Thursday, July 29, 2010
URBAN DISCOURSE P.III: PRISONERS OF CONSCIENCE
"Prisoner of conscience (POC) is a term coined by the human rights group Amnesty International in the early 1960s. It can refer to anyone imprisoned because of their race, religion, color...so long as they have not used or advocated violence.
It also refers to those who have been imprisoned and/or persecuted for the non-violent expression of their conscientiously-held beliefs."

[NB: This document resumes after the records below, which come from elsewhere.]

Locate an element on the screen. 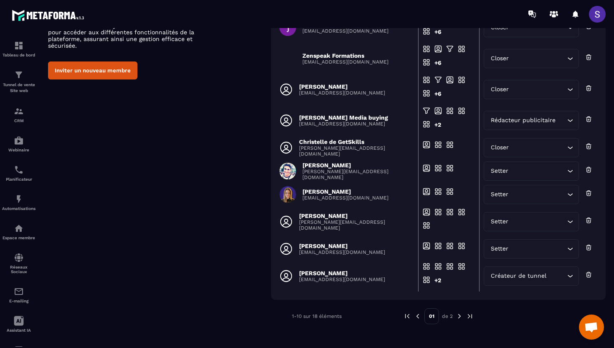 This screenshot has height=348, width=614. p: de 2 is located at coordinates (448, 316).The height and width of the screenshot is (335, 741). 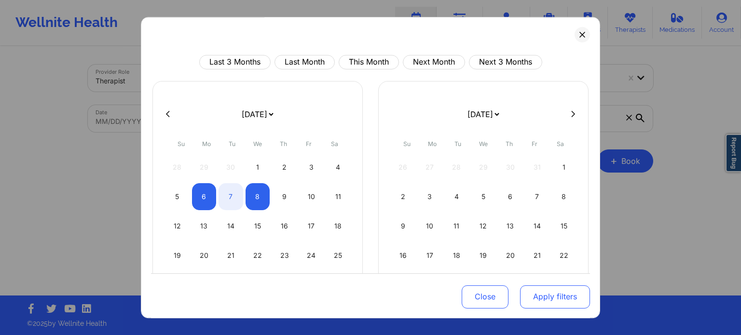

American inner city Crime, politics and the prison industrial complex. This term “Prisoner of conscience” although coined under specific definition, I believe is relative to all in many ways. This term initially applies to many human rights collectives. One example is the plight and movement of pan-african socialists;(ie:artists Dead Prez, Black Panthers, people’s army) and black nationalist groups. The illustration of the political prisoner: M.L.K Jr, Huey Newton, Leonard Peltzer, those who demonstrated violent or non-violent resistance for social change. These examples and figures are known on a grand scale; but this term holds relation to all, especially in American inner cities.

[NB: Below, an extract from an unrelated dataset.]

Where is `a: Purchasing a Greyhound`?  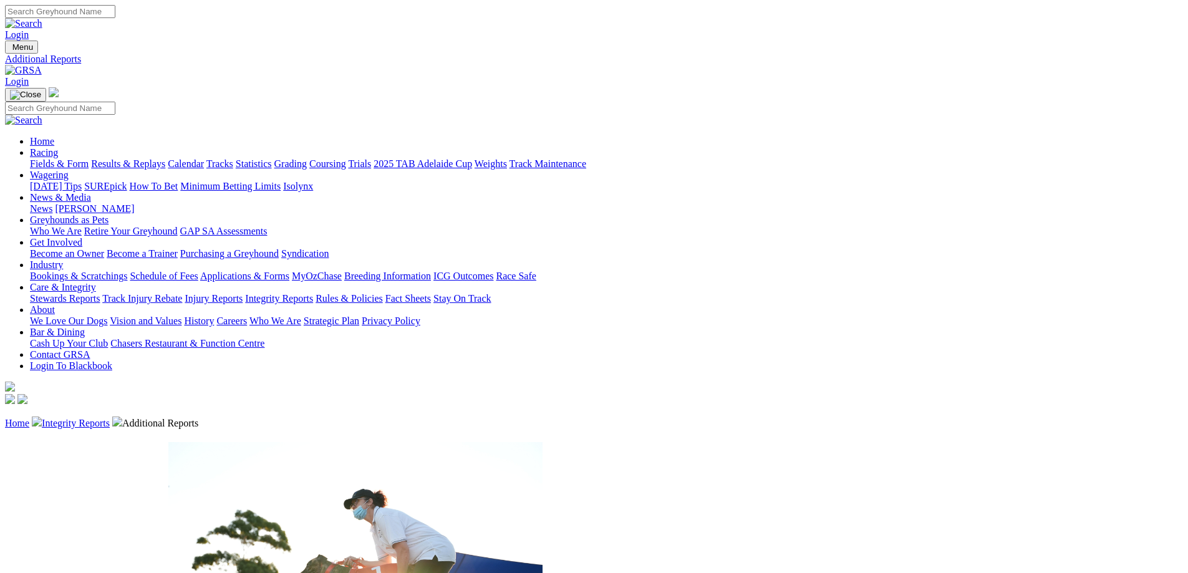 a: Purchasing a Greyhound is located at coordinates (229, 253).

In the inner city the criminal justice system deals with repeat felons to convicts; many times due to social conditioning, of class and race. From a bird’s eye view theory where you have a region that suffers poverty, it also suffers from under development, and is condusive to an environment of crime, an influx of narcotics and social unrest, and this becomes the culture of the community, generationally. Where the babies of yester-year easily replace those who ran the list of criminal function before. The prisoner of conscience is not only the socially conscious activist; he/she is the racially profiled individual arrested and charged with resisting arrest. He/she is the individual fighting a pending case of homicide in the event of self-defense. He/she is the individual charged with a crime they didn’t commit. All relative to conscientious decision. This essay is written in light that the prison industrial complex as stated, is not only an institution for offenders and potentially dangerous to society, but an industry..with people as the product and commodity; the prison industrial complex, is a business. An undertone of human capitalism. This fact is something to be conscious of in this modern day..of all nationalties in the urban plight, more exeptionally people of color, because systematic racism still exists. Even more with the exploitation of pop-culture; from remnants of the the upper middle class, middle to the lower. Prisoners of conscience is not a conspiracy theory, it is a reality in urban america and abroad. Peace.